Closed qpwo closed 1 year ago

qpwo commented 1 year ago

Is there sample code for a bare-minimum listening program implementation available anywhere? I was trying to use some code from your tests but had trouble and switched to the patched e2guardian from UTMFW. I would prefer some simple C code if possible.

Please only open issues for bug reports or feature requests.

If there's no such code, I'd be happy to write it and open a PR. I think that would make it a bit easier to pick up and use SSLproxy. I would just need a pointer to get started.

sonertari commented 1 year ago

I think the simplest C code is what you've already found: https://github.com/sonertari/SSLproxy/tree/master/tests/testproxy/lp. Perhaps a Python or Rust program might look simpler.

qpwo commented 1 year ago

Excuse the newbie question, but how does the sslproxy line (in first packet in connection) scheme compare with ICAP? A normal ICAP server wouldn't work out of the box with sslproxy right? (Couldn't find answer in docs)

sonertari commented 1 year ago

Yes, I remember considering ICAP when I first started working on SSLproxy back in 2017. For example, E2Guardian did support ICAP in those years too. It may still be a good idea to add support for ICAP in SSLproxy, acting as an ICAP client, but at that time I decided to implement the current SSLproxy solution. I don't remember the exact reasons, but I think some of them were:

  1. Inserting an SSLproxy line into the first packet was very simple, and sufficient for my purposes (see UTMFW).
  2. It's simple to implement the SSLproxy line, and it's expected to run very fast. Whereas ICAP runs over TCP on a dedicated port 1344 (seems like a bottleneck to me), and its protocol is quite complicated (https://datatracker.ietf.org/doc/html/rfc3507), hence would be harder to implement, and be slower.
  3. The SSLproxy solution simply passes all of the packets to listening programs. Whereas, in ICAP, HTTP bodies are encapsulated by ICAP clients before sending to ICAP servers, so refer to the reason 2 above. Therefore, AFAIK, ICAP clients need buffering (and processing) before sending ICAP messages to ICAP servers (for example, due to encapsulated headers and bodies, and chunking and preview messages seem complicated to me).
  4. SSLproxy is as dumb as possible, whereas an ICAP client should be smart enough and converse with ICAP servers (the OPTIONS method).
  5. The SSLproxy solution is completely transparent and invisible (to the server at least, but the client can detect SSLproxy due to the forged SSL certificates, but that's same with any ICAP support too), but ICAP may insert X-ICAP headers to HTTP requests, hence the origin server can tell that there is an ICAP client in the middle.
  6. ICAP is for HTTP, but SSLproxy supports protocols other than HTTP/S: TCP, SSL, POP3/S, SMTP/S (see again UTMFW).
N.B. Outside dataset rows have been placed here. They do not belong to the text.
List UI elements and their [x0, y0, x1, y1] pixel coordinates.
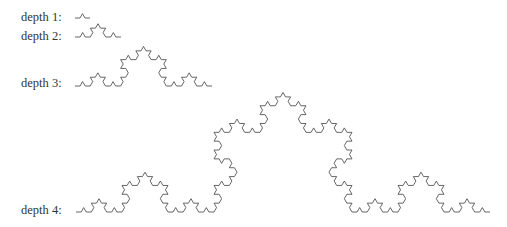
koch-curve-depth-4	[76, 92, 490, 212]
curves-canvas	[0, 0, 507, 227]
koch-curve-depth-1	[75, 14, 90, 18]
koch-curve-depth-2	[75, 24, 121, 37]
koch-curve-depth-3	[75, 46, 212, 86]
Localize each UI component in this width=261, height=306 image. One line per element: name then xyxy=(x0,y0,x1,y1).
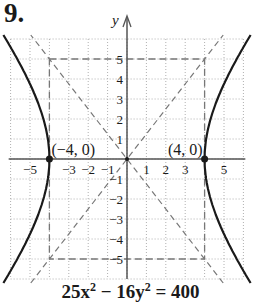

I know someone using SSLproxy with a proprietary and binary protocol too.
  7. Last but not least, the SSLproxy solution over networking sockets provides a natural way of intrusion prevention via an active inline IPS (see Snort IPS on UTMFW). AFAIK, Snort and Suricata do not support ICAP.

I am not an expert on ICAP, so some of the comments I have above may be wrong. But I think above were enough reasons to prefer my simple SSLproxy line (and the associated design/implementation) over ICAP.

qpwo commented 1 year ago

Makes a lot of sense, particularly supporting non-HTTP/S protocols

qpwo commented 1 year ago

Don't think I'll have time to implement this soon unfortunately. Will reopen if I get a chance.